Thursday, 20 August 2009

Farewell to the Nethernet

GameLayers announced that support for their metaweb game will cease shortly and they are asking the community if they want it to limp on to its death or if they should pull the plug now for a quick painless death.

As Divide by Zero sums it up very nicely:

Personally I smell the investor’s hand in this. Gamelayers and the Nethernet was quite a bit backed by venture capitalists and their board of directors is practically run by them. As such, it was a matter of time before a resource-heavy game that failed to find a business plan to monetize all their traffic would start to raise questions about its viability by the investors. My impression is that the developers were given an ultimatum on this by their investors: “Either find a way to make money out of this within the next month or we stop funding you.” Or something to that extent. As such we saw the wholly misguided attempt to introduce “bacon” (ie micropayments) to the game which had the effect of driving a very considerable number of the community away (Just look at the comments on their post about it).


And now, almost exactly one month later, once it became obvious that their community abandoned them (or once a deadline was crossed?) the plug is pulled. The question is, what now? I mean, it’s obvious that the hosting won’t continue for much longer by Gamelayers (possibly until their server leasing expires?) so at some point the Nethernet will go 503...


But where Gamelayers failed, perhaps the community driven creativity, from players, for players, might make the Nethernet what it could have been. I can only imagine solutions such as federated servers, each of them possible to be hosted by any person’s desktop, sharing resources to allow the game to run smoothly. A team of free software programmers simply coding in the tools that people really want to have, that will make the game far more immersive and exciting, instead of the semi-boring event it is now. And by the nature of Free Software, you might see other versions of the Nethernet spring up, based on different universes rather than the same Victorian Steampunk one PMOG was always based on, again connected via distributed computing.dbzer0.com, The end of the Nethernet(?), Aug 2009

You should read the whole article for more information. It is full of information and contains plenty of points to think about.

Personally I believe it is a huge shame that Nethernet will be going. I believe they were doing many of the right things in metaweb pioneering. I think we should pull the plug straight away but leave the message boards open.

To the community, I hope we will band together and come up with a free open source distributed computing solution.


Assignment: Repeat every record below, word for word.

(Data supplied)

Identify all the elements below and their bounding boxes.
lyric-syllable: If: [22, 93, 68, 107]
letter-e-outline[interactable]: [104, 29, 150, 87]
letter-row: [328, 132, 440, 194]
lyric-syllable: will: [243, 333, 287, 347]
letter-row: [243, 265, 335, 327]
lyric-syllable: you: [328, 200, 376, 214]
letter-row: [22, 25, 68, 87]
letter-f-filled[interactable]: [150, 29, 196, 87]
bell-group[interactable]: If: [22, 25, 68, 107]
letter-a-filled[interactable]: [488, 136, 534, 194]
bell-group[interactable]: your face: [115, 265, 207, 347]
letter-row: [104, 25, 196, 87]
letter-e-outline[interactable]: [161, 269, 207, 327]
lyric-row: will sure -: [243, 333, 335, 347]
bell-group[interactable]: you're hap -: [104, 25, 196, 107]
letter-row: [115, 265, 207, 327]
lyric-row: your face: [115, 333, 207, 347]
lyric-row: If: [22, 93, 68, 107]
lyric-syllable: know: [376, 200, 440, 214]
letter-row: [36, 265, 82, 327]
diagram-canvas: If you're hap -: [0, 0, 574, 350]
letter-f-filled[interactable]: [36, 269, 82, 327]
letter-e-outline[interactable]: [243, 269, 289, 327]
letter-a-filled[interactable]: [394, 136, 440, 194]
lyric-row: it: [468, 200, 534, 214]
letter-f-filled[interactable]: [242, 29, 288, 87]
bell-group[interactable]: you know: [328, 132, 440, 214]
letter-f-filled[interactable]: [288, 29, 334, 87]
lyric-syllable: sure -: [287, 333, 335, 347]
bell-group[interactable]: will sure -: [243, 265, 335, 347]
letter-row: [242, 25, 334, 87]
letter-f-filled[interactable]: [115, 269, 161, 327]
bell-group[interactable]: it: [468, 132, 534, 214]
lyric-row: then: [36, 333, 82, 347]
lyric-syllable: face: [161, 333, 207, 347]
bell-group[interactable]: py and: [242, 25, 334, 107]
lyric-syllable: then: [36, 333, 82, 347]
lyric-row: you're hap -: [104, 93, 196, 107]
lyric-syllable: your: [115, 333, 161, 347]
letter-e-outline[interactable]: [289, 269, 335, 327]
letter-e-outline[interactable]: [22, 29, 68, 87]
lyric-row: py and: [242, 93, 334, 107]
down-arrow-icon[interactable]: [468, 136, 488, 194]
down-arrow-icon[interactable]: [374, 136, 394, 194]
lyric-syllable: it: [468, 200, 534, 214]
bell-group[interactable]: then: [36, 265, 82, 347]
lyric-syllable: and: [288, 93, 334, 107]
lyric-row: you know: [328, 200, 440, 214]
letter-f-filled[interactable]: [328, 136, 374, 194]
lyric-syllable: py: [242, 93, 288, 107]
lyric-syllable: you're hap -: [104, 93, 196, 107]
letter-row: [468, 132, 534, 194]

(End Data supplied)

Exercise result:
Identify all the elements below and their bounding boxes.
lyric-syllable: If: [22, 93, 68, 107]
letter-e-outline[interactable]: [104, 29, 150, 87]
letter-row: [328, 132, 440, 194]
lyric-syllable: will: [243, 333, 287, 347]
letter-row: [243, 265, 335, 327]
lyric-syllable: you: [328, 200, 376, 214]
letter-row: [22, 25, 68, 87]
letter-f-filled[interactable]: [150, 29, 196, 87]
bell-group[interactable]: If: [22, 25, 68, 107]
letter-a-filled[interactable]: [488, 136, 534, 194]
bell-group[interactable]: your face: [115, 265, 207, 347]
letter-row: [104, 25, 196, 87]
letter-e-outline[interactable]: [161, 269, 207, 327]
lyric-row: will sure -: [243, 333, 335, 347]
bell-group[interactable]: you're hap -: [104, 25, 196, 107]
letter-row: [115, 265, 207, 327]
lyric-row: your face: [115, 333, 207, 347]
lyric-row: If: [22, 93, 68, 107]
lyric-syllable: know: [376, 200, 440, 214]
letter-row: [36, 265, 82, 327]
diagram-canvas: If you're hap -: [0, 0, 574, 350]
letter-f-filled[interactable]: [36, 269, 82, 327]
letter-e-outline[interactable]: [243, 269, 289, 327]
letter-a-filled[interactable]: [394, 136, 440, 194]
lyric-row: it: [468, 200, 534, 214]
letter-f-filled[interactable]: [242, 29, 288, 87]
bell-group[interactable]: you know: [328, 132, 440, 214]
letter-f-filled[interactable]: [288, 29, 334, 87]
lyric-syllable: sure -: [287, 333, 335, 347]
bell-group[interactable]: will sure -: [243, 265, 335, 347]
letter-row: [242, 25, 334, 87]
letter-f-filled[interactable]: [115, 269, 161, 327]
bell-group[interactable]: it: [468, 132, 534, 214]
lyric-row: then: [36, 333, 82, 347]
lyric-syllable: face: [161, 333, 207, 347]
bell-group[interactable]: py and: [242, 25, 334, 107]
lyric-syllable: then: [36, 333, 82, 347]
lyric-row: you're hap -: [104, 93, 196, 107]
lyric-syllable: your: [115, 333, 161, 347]
letter-e-outline[interactable]: [289, 269, 335, 327]
letter-e-outline[interactable]: [22, 29, 68, 87]
lyric-row: py and: [242, 93, 334, 107]
down-arrow-icon[interactable]: [468, 136, 488, 194]
down-arrow-icon[interactable]: [374, 136, 394, 194]
lyric-syllable: it: [468, 200, 534, 214]
bell-group[interactable]: then: [36, 265, 82, 347]
lyric-syllable: and: [288, 93, 334, 107]
lyric-row: you know: [328, 200, 440, 214]
letter-f-filled[interactable]: [328, 136, 374, 194]
lyric-syllable: py: [242, 93, 288, 107]
lyric-syllable: you're hap -: [104, 93, 196, 107]
letter-row: [468, 132, 534, 194]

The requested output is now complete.